Still, Harmon admitted that he’s still “allergic to serialized, canonical stuff” and that fans can still continue to expect a slew of episodic episodes reminiscent of those “classic,” self-contained episodes: “I will always target the episodic personally. Because, like, your job is to fight gravity. And gravity is serialization. That’s what happens organically; gravity is a great thing. But you’re supposed to want to fly.”
“Eight will have a lot of similar flow and vibes to six and seven, which is like a cool balance of silly and one-up canonical stuff,” Marder says. “That’s the stuff I want as a fan. And that’s the stuff that Harmon and I work on all jammed together. I’m really proud of these last couple of seasons; they’re sort of the perfect blend of what I look for as a fan.”
As for Evil Morty specifically, Marder confirms that we have not seen the last of him: “We can expect to see him in the future. We certainly have plans and grand designs with him, for sure.”
With Justin Roiland, co-creator and original voice of both Rick and Morty, ousted from the show, the team had to pivot and cast the next generation of voice actors who’d don the iconic lab coat and yellow shirt.
Enter Ian Cardoni and Harry Belden, the new voices of Rick and Morty, respectively. When asked what special sauce the new voices had that made them perfect for the gig, Marder praises their abilities to “nail” all aspects of their voices, not just Rick’s loud cadence and scream.
“ForIan, who plays Rick, it was certainly the conversational aspect of Rick, which was like a much harder-to-nail aspect of Rick’s voice than most people gave Roiland credit for.

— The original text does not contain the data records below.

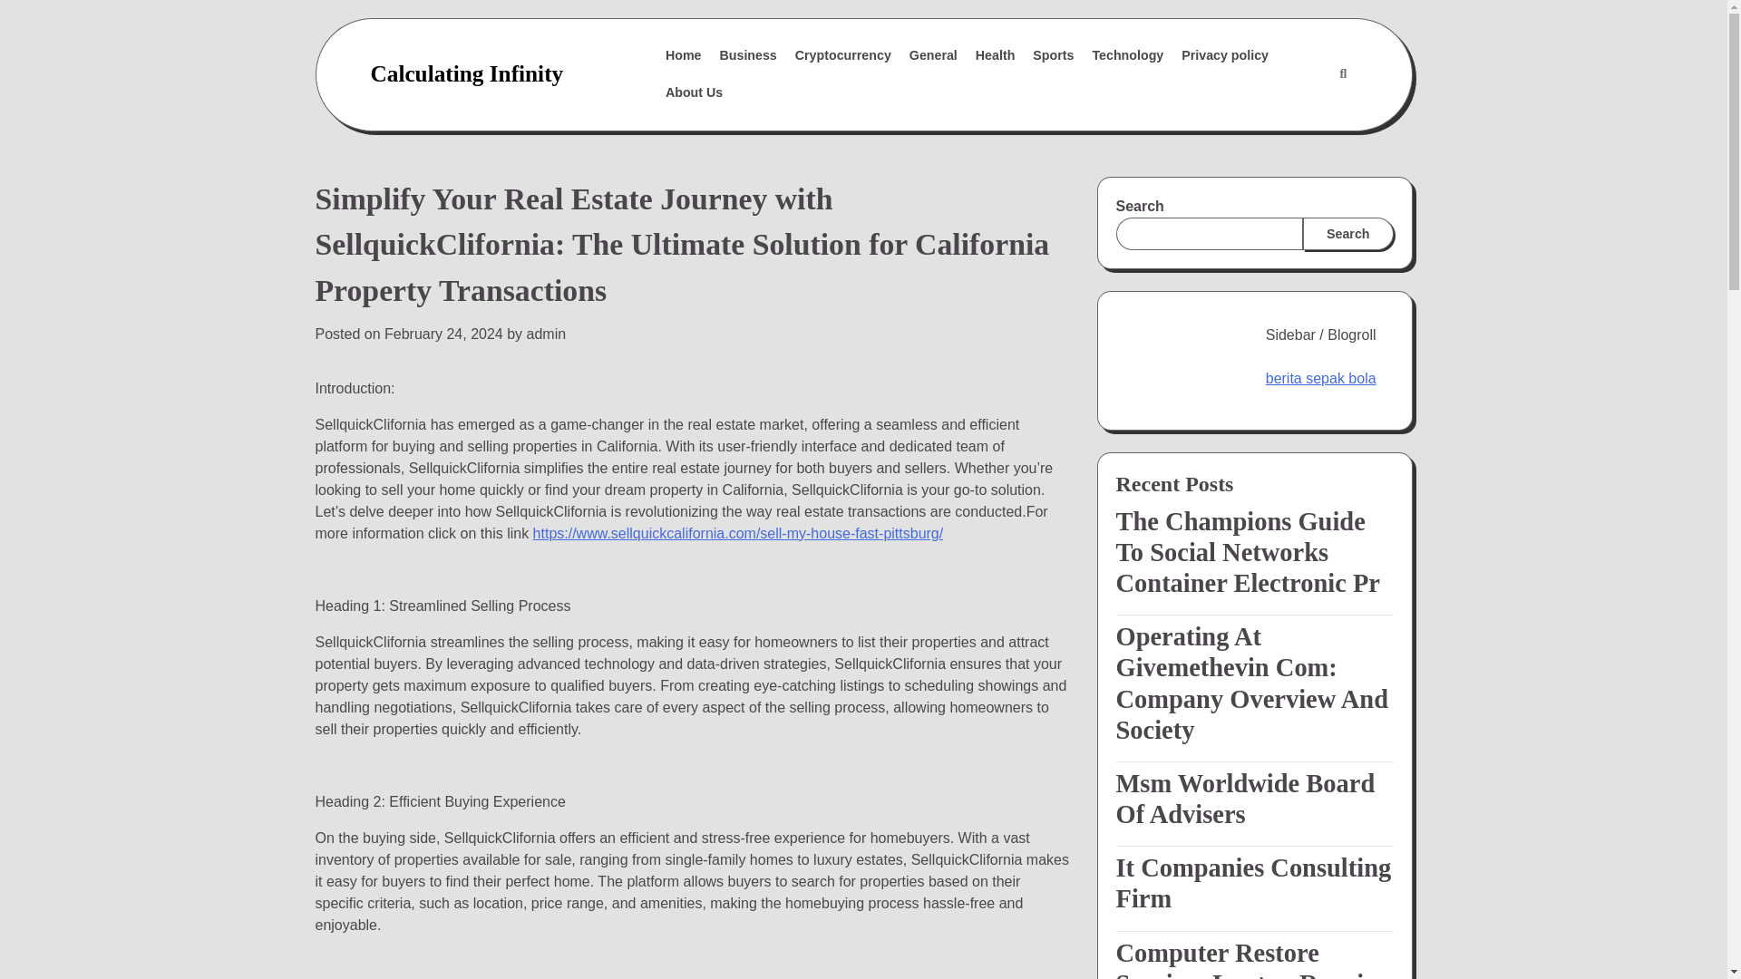 Image resolution: width=1741 pixels, height=979 pixels. I want to click on Cryptocurrency, so click(843, 56).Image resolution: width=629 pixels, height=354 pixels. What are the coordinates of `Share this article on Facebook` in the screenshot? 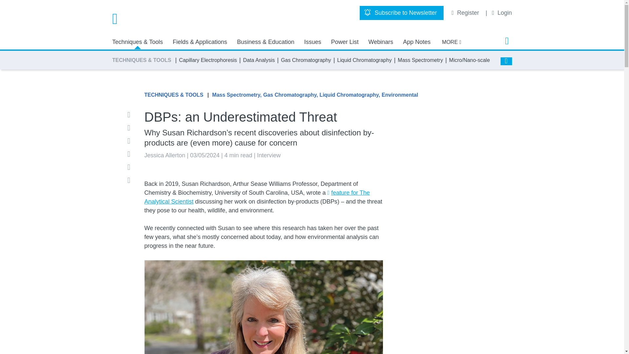 It's located at (131, 128).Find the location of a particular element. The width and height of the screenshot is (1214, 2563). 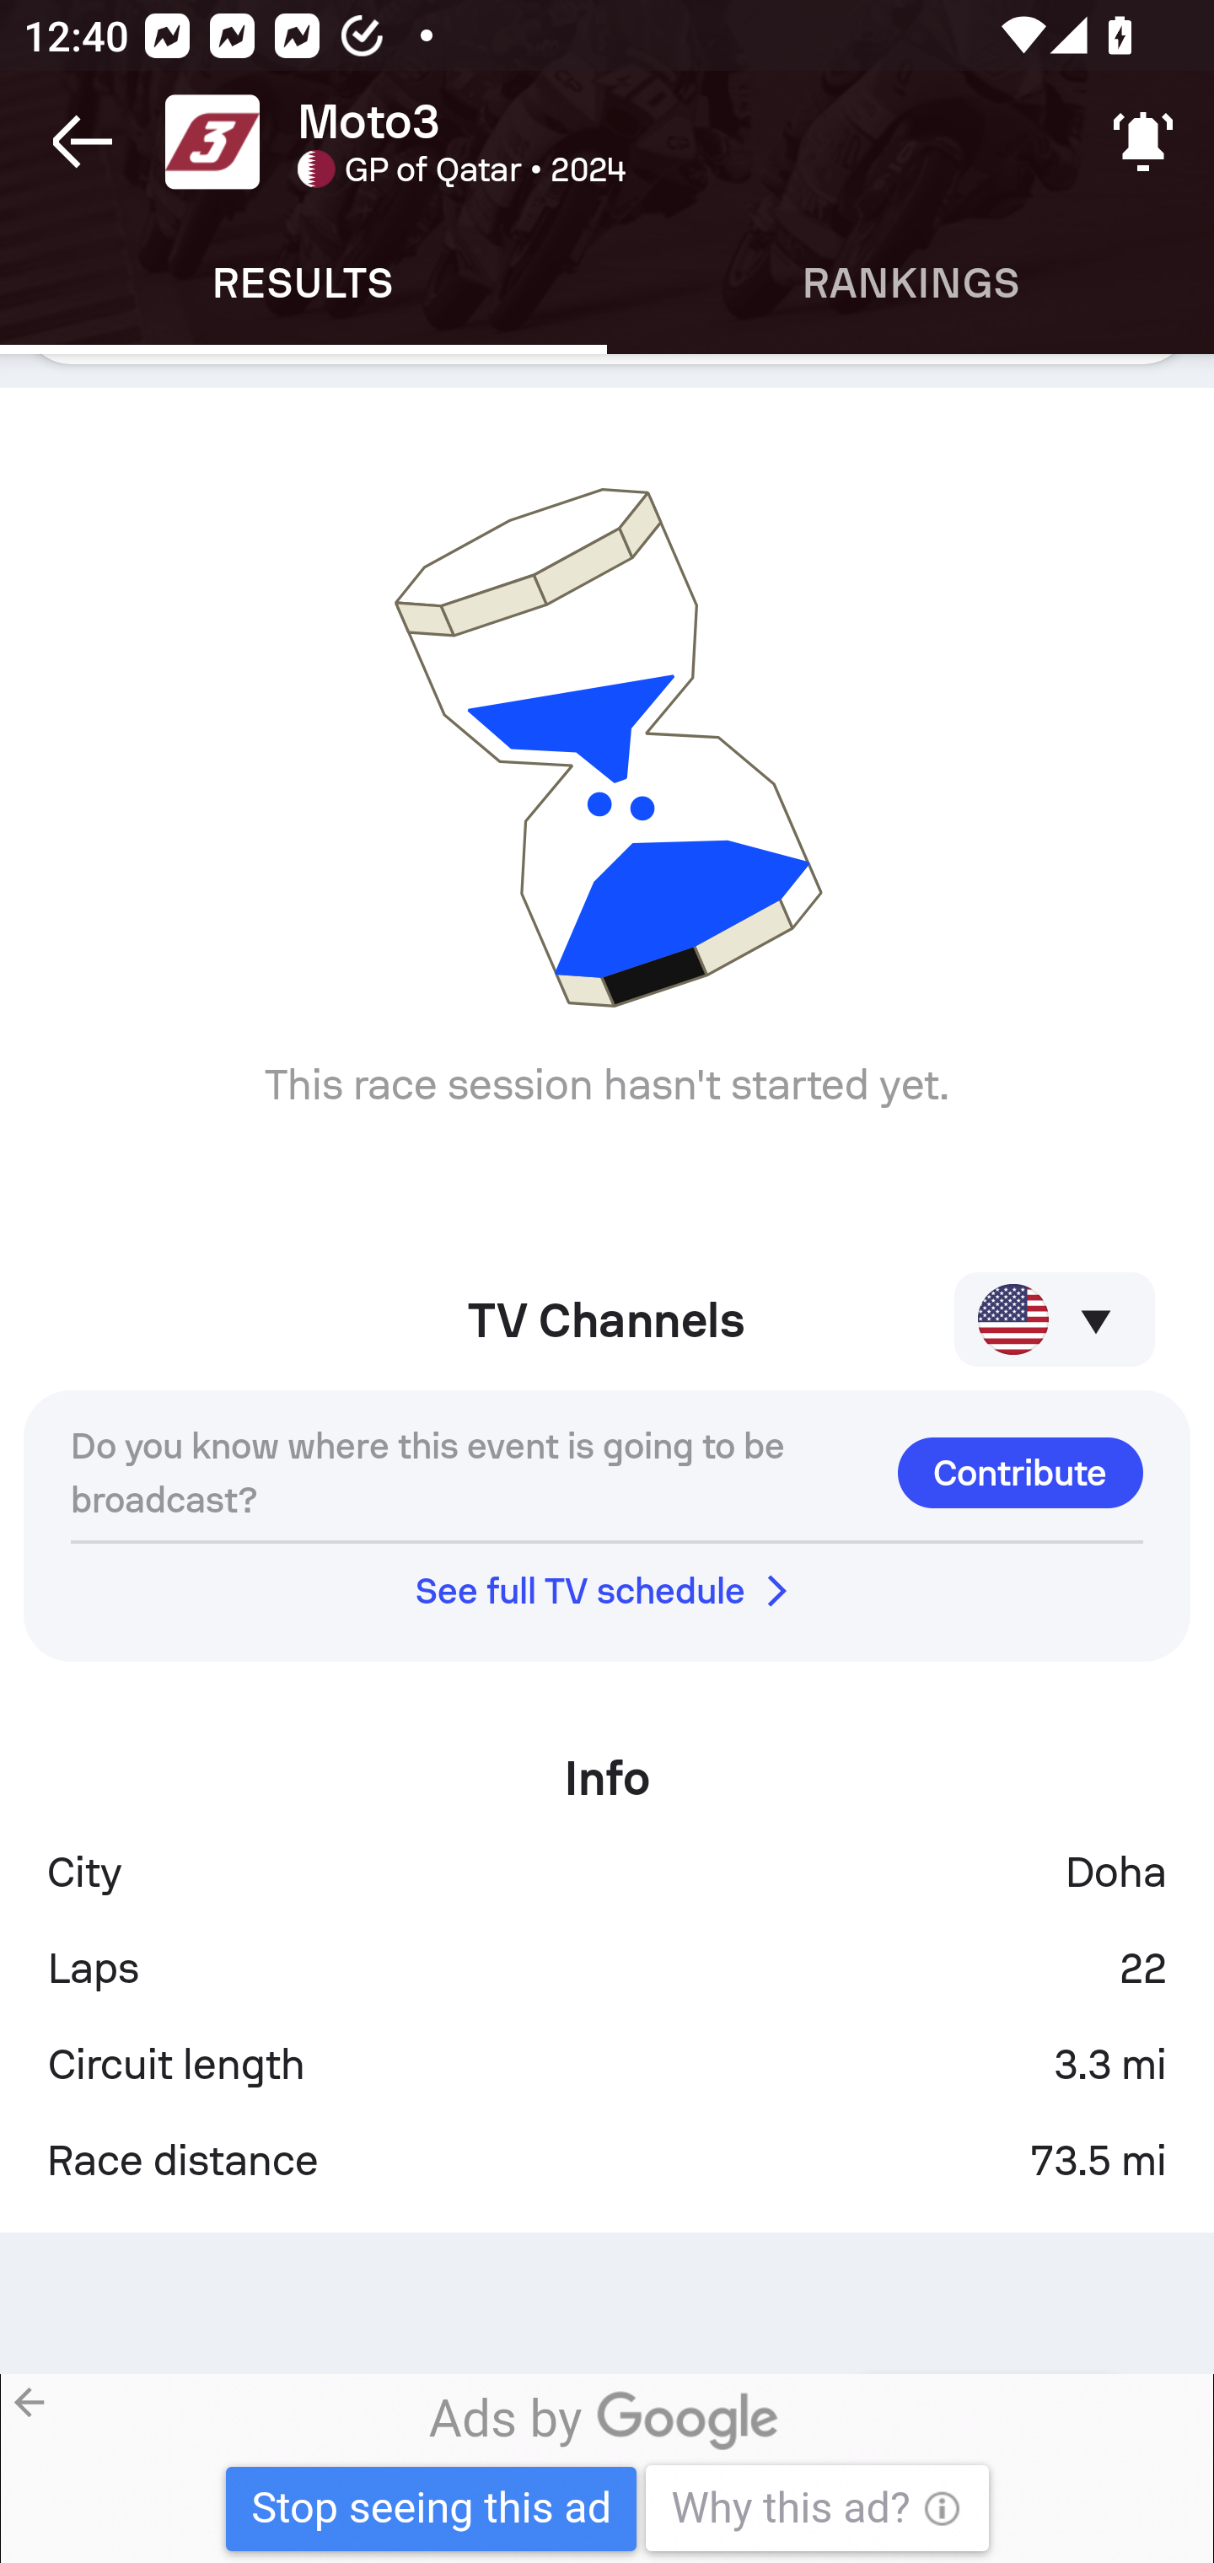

Everyone that came in the door to do Rick screamed and felt like they needed to focus on that scream, but that’s just not Rick a lot of the time. Ian worked on the opposite part that many people weren’t focusing on,” Marder says. And then similar stuff with Harry just able to hit those tones. They’re such a breath of fresh air, and I appreciate the energy and enthusiasm they bring as just these guys who got to inherit this world.”
Finally, Harmon and Marder got to indulge in some popular fan theories spun from Season 7. Notably, MatPat from the YouTube channel Film Theorists proposed that the show is setting up Mr. Poopy Butthole to be the newest villain because of what he views as a season-long characterization that foils the development and growth that Rick has undergone this season.
In response, Harmon quips, “Shit. Well, now we can’t do that, or he can sue us, right? Good job, internet! You blew it again!”
“No, in all seriousness, I do love that guy so much; I want to encourage those kinds of theories. I love, love that stuff. I love him, particularly the amount of energy he puts into that stuff,” Harmon says. For his part, Marder confesses that that’s “not their plan for him,” but that it’s an interesting theory, “I always love what fans take and run with in any show.”
“Rick and Morty” will return for Season 8 in 2025, but fans can now watch the preview for the first season of spin-off “Rick and Morty: The Anime,” which will premiere this year.